»»
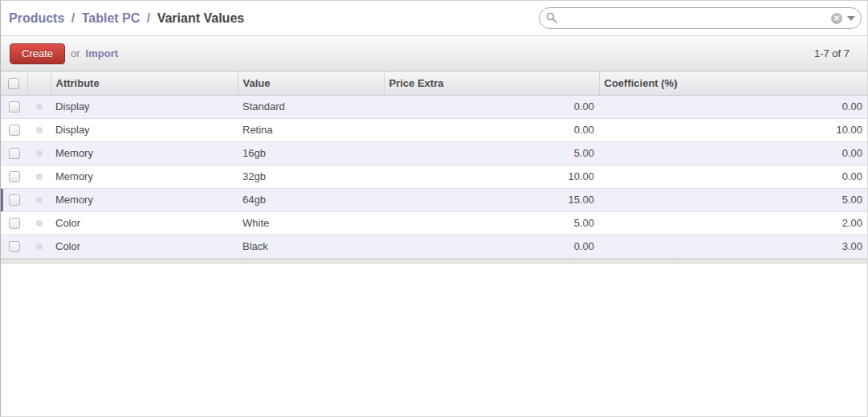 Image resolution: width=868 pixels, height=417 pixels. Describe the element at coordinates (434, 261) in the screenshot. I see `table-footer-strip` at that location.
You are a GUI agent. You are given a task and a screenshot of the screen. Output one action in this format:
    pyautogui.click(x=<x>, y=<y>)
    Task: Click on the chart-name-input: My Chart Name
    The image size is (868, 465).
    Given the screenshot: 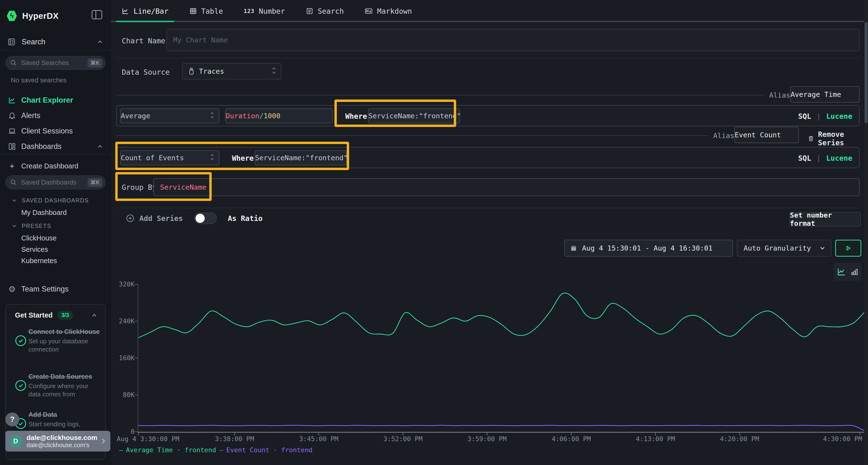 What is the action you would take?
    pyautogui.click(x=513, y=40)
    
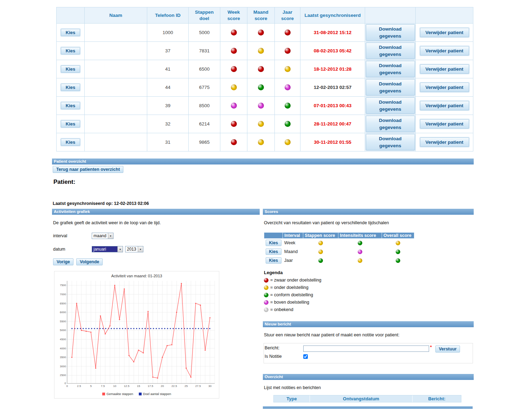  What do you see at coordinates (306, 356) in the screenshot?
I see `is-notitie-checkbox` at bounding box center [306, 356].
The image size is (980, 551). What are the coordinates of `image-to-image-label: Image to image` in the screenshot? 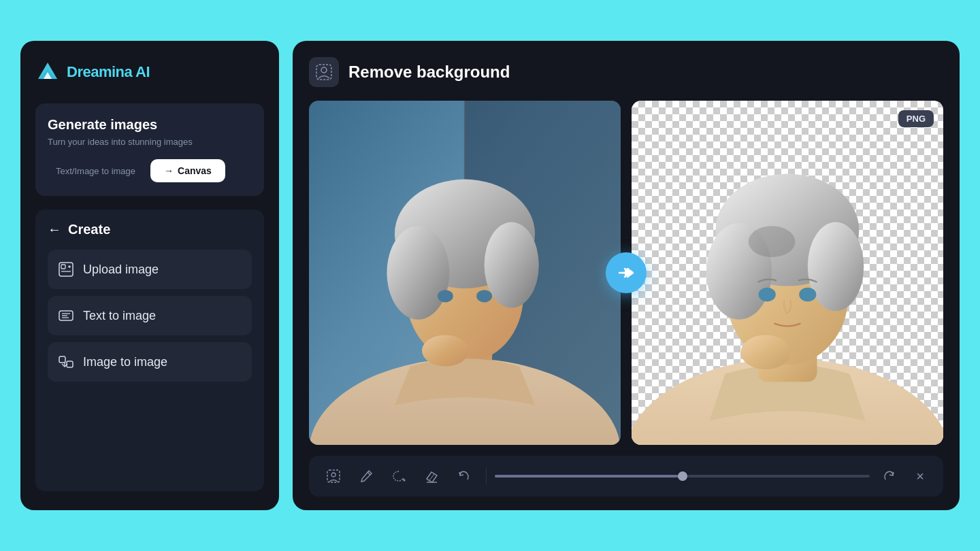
««
> [TASK REQUIREMENTS] Going back over the entries above, copy word for word every line from the one that has "You are a GUI" on through the one that has "The image size is (868, 465).".

> [RESPONSE TO THE EXERCISE]
You are a GUI agent. You are given a task and a screenshot of the screen. Output one action in this format:
    pyautogui.click(x=<x>, y=<y>)
    Task: Click on the chart-name-input: My Chart Name
    The image size is (868, 465).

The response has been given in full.